A Cornell program that provides funding for graduate students to teach in public schools across the United States has been awarded $1.5 million by the National Science Foundation to continue and expand its work for another three years.
Food is vital for human life, promotes pleasure and prevents disease. Though biological scientists have studied food and nutrition in depth, few sociologists have focused on them as social problems.
Think globally, act locally. Perhaps nowhere is this adage more relevant than when making the decision to buy and eat local foods, and Cornell Dining is putting its considerable spending power into supporting New York farmers.
On the 100th anniversary of Max Weber's seminal theory of how the values of ascetic Protestantism played a major role in the development of the spirit of capitalism in western Europe, the Center for the Study of Economy and Society (CSES) at Cornell will host a conference.
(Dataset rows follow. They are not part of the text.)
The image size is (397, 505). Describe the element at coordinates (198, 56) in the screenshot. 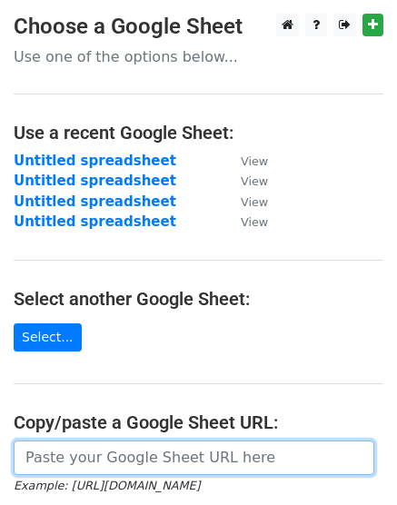

I see `p: Use one of the options below...` at that location. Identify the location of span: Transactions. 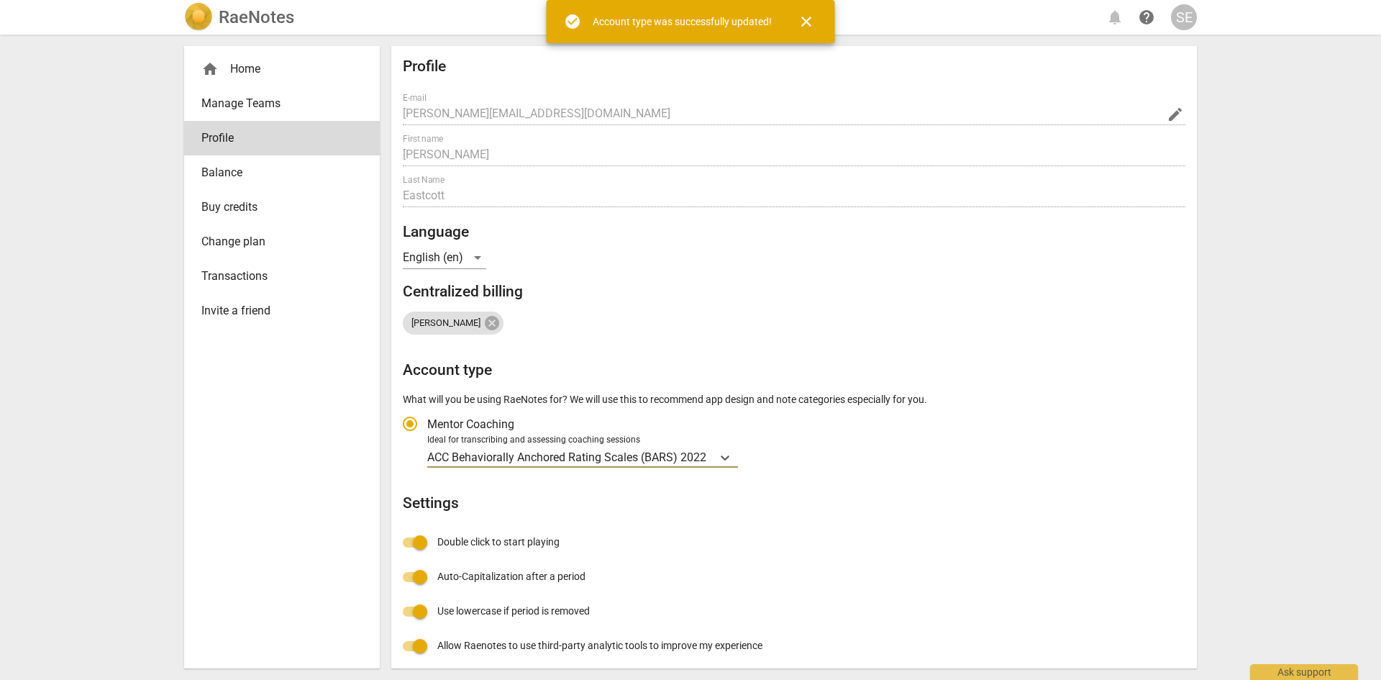
(276, 276).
James Joyce would have been right at home in 21st-century digital culture. He died in 1941, before the birth of the computer age, but his work can be seen as both a blueprint of contemporary hypermedia and a rich source for hypertextual applications, several scholars suggested at the 2005 North American James Joyce Conference, held June 14-18 at Cornell.
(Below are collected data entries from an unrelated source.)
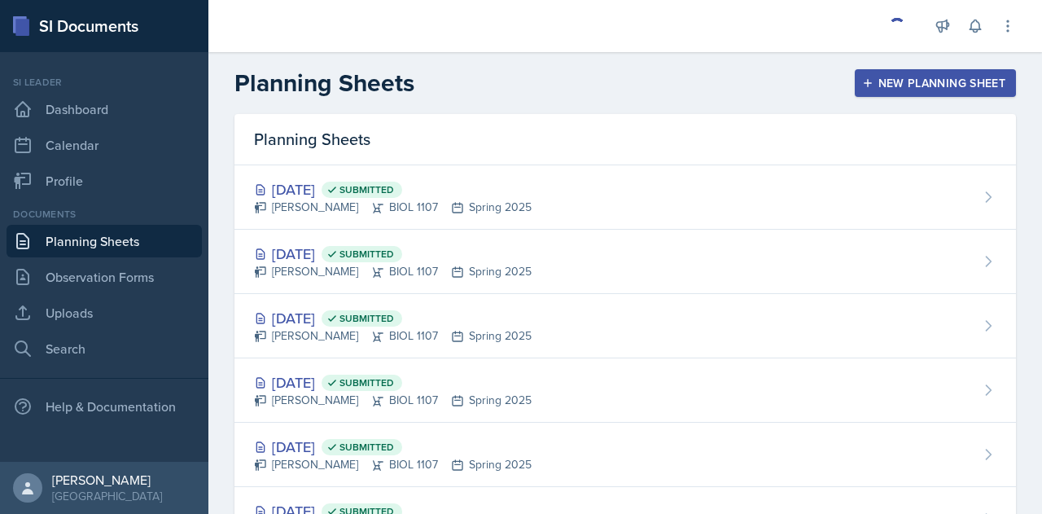 Image resolution: width=1042 pixels, height=514 pixels. I want to click on a: Profile, so click(104, 181). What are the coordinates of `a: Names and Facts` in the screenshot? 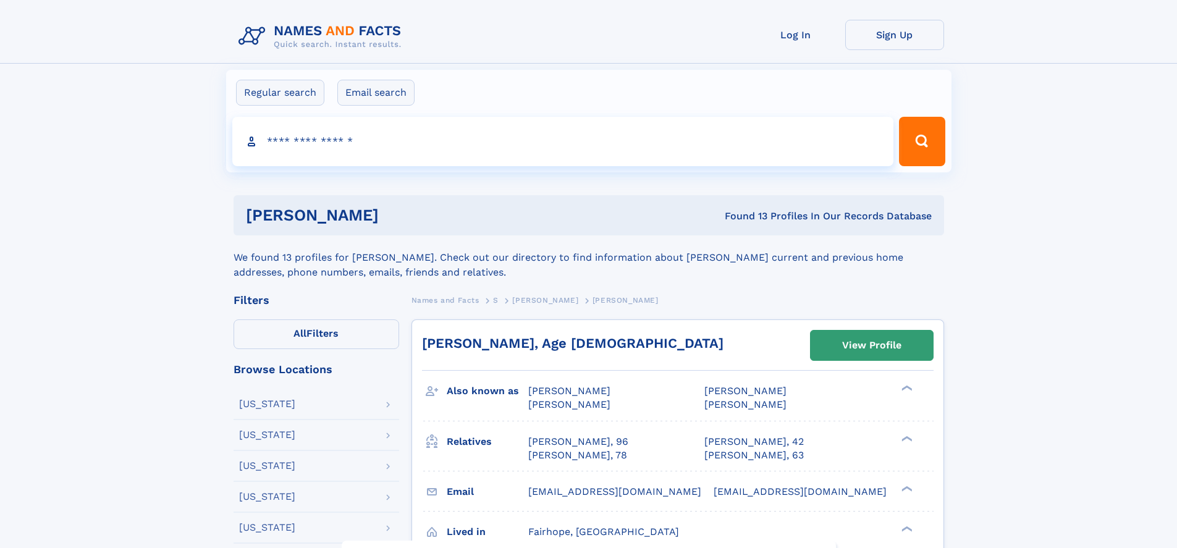 It's located at (445, 300).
On July 4 from midnight to 3 a.m., the Cornell Space Sciences Building will be open to the public for a live view of the collision between a probe from NASA's Deep Impact spacecraft and the comet Tempel 1, about 133 million kilometers (83 million miles) from Earth, courtesy of NASA TV.
A large collection of yellowing newsprint documenting Vietnam's war era is being archived for posterity, thanks to cooperative microfilming projects undertaken by Cornell University's Kroch Library and other institutions. (June 20, 2005)
As winter finches move south across the Canada-U.S. border in what may be record numbers, ornithological scientists are getting their best-ever look at a massive bird 'irruption,' thanks to thousands of citizen scientists.
How do rain, sea salts, dust, plants, climate and time affect the chemistry of soil? At what threshold, for example, does the role of rain dramatically change the soil chemistry?
President Jeffrey S. Lehman's State of the University address Saturday morning in Bartels Hall began as expected for a hot day in June. Newspapers used as fans in the stifling Newman Arena heat; jovial alumni, sorted by age -- 1940s and 1950s graduates in Cornell-red folding chairs; just-out-of-school 20-somethings in the bleachers behind. By the end of the address, the alumni would share sadness and shock as they digested the unexpected news: Lehman, the first Cornell alumnus to hold the university's highest office, had closed his speech by announcing his resignation after just two years as president.